On Fri, Sep 20, 2013 at 10:46:14AM -0700, Thomas Kluyver wrote:
> I try to get involved with Debian packaging. But, to be blunt, it is a slow,

Debian works at a slower pace. We make sound technical decisions, over
all. It's annoying to people who want results and want them now, but
it's something we all have to deal with.

> frustrating process, and the effort I put in feels utterly disproportionate to
> the results. We are not going to get many Python programmers involved with the
> packaging process as it stands. Take the most recent two packages I have worked
> on:
> 
> - python3-sympy: The package is sitting in the team SVN, waiting for someone to
> review or upload it. I last touched it two months ago to package a new upstream
> release.
> - python-xlrd: My changes were rejected, although the package was extremely out
> of date, because the package had an individual 'Maintainer' who hadn't been
> seen for three years. It took another four months (a long time in developer
> terms) before the wheels turned and someone actually got an up to date version
> packaged.
> 
> I wish I could say this is atypical. But from my limited experience of DPMT, a
> slow, tricky process is the norm. There are procedural traps (e.g. to make a
> package you must first file a bug by e-mail, then mark your new package as
> closing the bug), social traps (annoying a 'maintainer' overprotective of what
> is ultimately little bit of metadata to turn a Python package into a Debian
> package), and you may simply fail to catch the interest of a Debian
> developer--as I seem to have failed with python3-sympy--in which case you're
> out of luck.
> 
> I don't wish to criticise without making suggestions as to how this could be
> improved:
> 
> - Write a 'how to keep your distro packager happy' guide for developers. E.g.
> many Python developers don't know that distros will move data files to /usr/
> share, but when you do know, it's easy to write code so that the patch to
> achieve this is trivial.
> 
> - Have a simple way for developers to submit packaging information without
> having to join Debian teams, file ITP bugs, and all that cruft. Technically,
> Debian mentors is already something like that, but maintainers mostly ignore
> it. Which brings me to:
> 
> - Put the emphasis on keeping packages up to date and simple, not on

Sorry, no :)

It's not about keeping the libraries up to date, it's about keeping the
applications up to date.

If a library breaks API because the maintainer wanted another toy
rewrite, we're not going to upload it and break half the archive. That's
silly.

Hell, we shouldn't even introduce a module unless it has an app using
it.

We focus on *user stability*, not bleeding edge, yes, even in Unstable.
Perhaps we can consider exerpimental uploads?

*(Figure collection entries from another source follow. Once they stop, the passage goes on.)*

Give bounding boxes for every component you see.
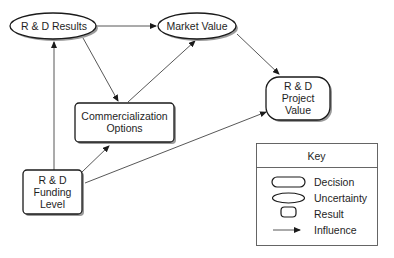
edge-marketvalue-to-projectvalue: [237, 34, 279, 74]
key-label-decision: Decision: [314, 176, 354, 188]
key-label-uncertainty: Uncertainty: [314, 192, 367, 204]
commercialization-options-label: Commercialization Options: [75, 110, 174, 134]
key-label-influence: Influence: [314, 224, 357, 236]
edge-funding-to-commercialization: [82, 146, 109, 172]
key-label-result: Result: [314, 208, 344, 220]
rd-results-label: R & D Results: [12, 20, 96, 32]
market-value-label: Market Value: [158, 20, 236, 32]
key-title: Key: [256, 150, 377, 162]
key-uncertainty-swatch: [273, 193, 305, 203]
rd-funding-level-label: R & D Funding Level: [23, 174, 82, 210]
edge-rdresults-to-commercialization: [83, 38, 118, 101]
key-decision-swatch: [272, 177, 305, 187]
rd-project-value-label: R & D Project Value: [266, 80, 330, 116]
edge-commercialization-to-marketvalue: [128, 41, 195, 102]
key-result-swatch: [281, 207, 296, 217]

> 'maintainer rights'. Packaging should not be an art form. If someone uploads a
> newer version to Debian mentors (or another submission system), the maintainer
> should get an e-mail. If a package is out of date for more than a few days
> without a clear reason, people should be prodding the maintainer to ask what's
> up. If a maintainer is regularly unresponsive, drop the package to team
> maintainership so that other people can work on it. Put another way, focus on
> what is best for Debian and for the upstream project being packaged, not what
> the person who has appointed themself 'maintainer' of that package wants.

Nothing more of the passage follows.